Ticket sales from the event, along with silent auction items, raised $12,000, which was given to both Lions Bay Search and Rescue and North Shore Rescue for their joint effort in rescuing Foxx and Beer.

Talon Helicopters donated a tour for four people, worth $1,200, to the silent auction.

For its part, North Shore Rescue received $2,000 from the Feast fundraiser, which is “incredible,” says team leader Mike Danks. “For us, every little bit helps.”

Asked what’s on the top of North Shore Rescue’s wish list at the moment, Danks is frank.

“Oh man, honestly the list doesn’t end,” he reveals.

As an example, an upcoming, four-day training session with the helicopter will cost NSR $10,000 a day.

“Everything has its cost and it all adds up over time, especially when you calculate how many members we have,” explains Danks.

The team has ongoing expenditures that aren’t attractive for people to donate to, “because they are the costs that just go with running an organization,” such as electricity for their headquarters, says Danks. 

In 2018, NSR spent more than $800,000.

Danks says the rescue outfit’s costs keep rising, as the level and amount of training with specialized equipment increases.

Public and private donations make up the majority of the team’s funding, according to Danks.

“We’re lucky here on the North Shore that the local municipalities contribute, I think it’s around $150,000 annually, which makes a huge difference for us.
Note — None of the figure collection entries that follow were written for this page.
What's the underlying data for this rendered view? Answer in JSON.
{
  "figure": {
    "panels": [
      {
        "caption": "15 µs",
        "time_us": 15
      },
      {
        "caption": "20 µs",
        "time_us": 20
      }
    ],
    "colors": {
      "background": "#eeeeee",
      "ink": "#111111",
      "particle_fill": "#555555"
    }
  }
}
We do get money back from the province for assets of ours that are used, such as our SAR stations.”

Minister of Public Safety and Solicitor General Mike Farnworth announced in March the province is committing $18.6 million to the B.C. Search and Rescue Association’s 80 teams over the next three years.
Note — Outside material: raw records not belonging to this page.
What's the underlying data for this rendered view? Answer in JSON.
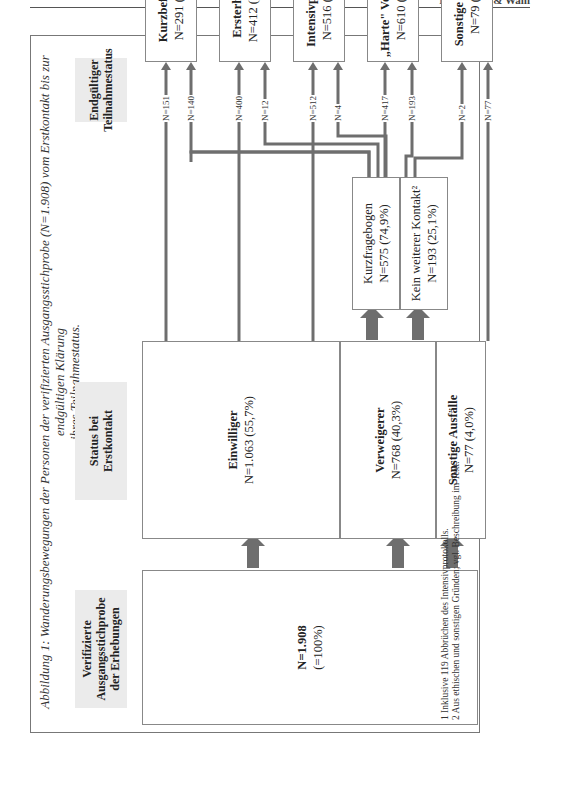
{
  "page": {
    "running_head": "Nachmann & Wahl"
  },
  "figure": {
    "caption_line1": "Abbildung 1: Wanderungsbewegungen der Personen der verifizierten Ausgangsstichprobe (N=1.908) vom Erstkontakt bis zur endgültigen Klärung",
    "caption_line2": "ihres Teilnahmestatus.",
    "column_headers": {
      "sample": [
        "Verifizierte",
        "Ausgangsstichprobe",
        "der Erhebungen"
      ],
      "first_contact": [
        "Status bei",
        "Erstkontakt"
      ],
      "final": [
        "Endgültiger",
        "Teilnahmestatus"
      ]
    },
    "sample_box": {
      "n": "N=1.908",
      "pct": "(=100%)"
    },
    "first_contact_boxes": [
      {
        "label": "Einwilliger",
        "value": "N=1.063 (55,7%)"
      },
      {
        "label": "Verweigerer",
        "value": "N=768 (40,3%)"
      },
      {
        "label": "Sonstige Ausfälle",
        "value": "N=77 (4,0%)"
      }
    ],
    "intermediate_boxes": [
      {
        "label": "Kurzfragebogen",
        "value": "N=575 (74,9%)"
      },
      {
        "label": "Kein weiterer Kontakt²",
        "value": "N=193 (25,1%)"
      }
    ],
    "final_boxes": [
      {
        "label": "Kurzbefragung",
        "value": "N=291 (15,3%)"
      },
      {
        "label": "Ersterhebung",
        "value": "N=412 (21,6%)¹"
      },
      {
        "label": "Intensivprotokoll",
        "value": "N=516 (27,0%)"
      },
      {
        "label": "„Harte\" Verweigerer",
        "value": "N=610 (32,0%)"
      },
      {
        "label": "Sonstige Ausfälle",
        "value": "N=79 (4,1%)"
      }
    ],
    "flows": [
      {
        "from": "Einwilliger",
        "to": "Kurzbefragung",
        "label": "N=151"
      },
      {
        "from": "Kurzfragebogen",
        "to": "Kurzbefragung",
        "label": "N=140"
      },
      {
        "from": "Einwilliger",
        "to": "Ersterhebung",
        "label": "N=400"
      },
      {
        "from": "Kurzfragebogen",
        "to": "Ersterhebung",
        "label": "N=12"
      },
      {
        "from": "Einwilliger",
        "to": "Intensivprotokoll",
        "label": "N=512"
      },
      {
        "from": "Kurzfragebogen",
        "to": "Intensivprotokoll",
        "label": "N=4"
      },
      {
        "from": "Kurzfragebogen",
        "to": "„Harte\" Verweigerer",
        "label": "N=417"
      },
      {
        "from": "Kein weiterer Kontakt",
        "to": "„Harte\" Verweigerer",
        "label": "N=193"
      },
      {
        "from": "Kurzfragebogen",
        "to": "Sonstige Ausfälle",
        "label": "N=2"
      },
      {
        "from": "Sonstige Ausfälle",
        "to": "Sonstige Ausfälle",
        "label": "N=77"
      }
    ],
    "footnotes": [
      "1  Inklusive 119 Abbrüchen des Intensivprotokolls.",
      "2  Aus ethischen und sonstigen Gründen; vgl. Beschreibung im Text."
    ],
    "colors": {
      "line": "#6e6e6e",
      "header_bg": "#ebebeb",
      "border": "#888888"
    }
  }
}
The Feb. 8 co-ordinated rescue was pretty routine for NSR members.

“I think what’s memorable about it is the fact they followed through and did a fundraiser and made people aware of the work that search and rescue teams do in B.C.,” says Danks. 

“When people step up like this and do these fundraisers, it makes a big difference because it takes the pressure off of our teams.”

For Beer and Foxx, the decision to hold the fundraiser was, first and foremost, to thank the rescue teams for saving their lives.

But the couple’s aim is also to help fund a future rescue.

“I just don’t want anyone else to ever be afraid to call because they think maybe they are not deserving,” says Foxx.

“Their life is definitely worth calling search and rescue – that’s why we have that service set up.”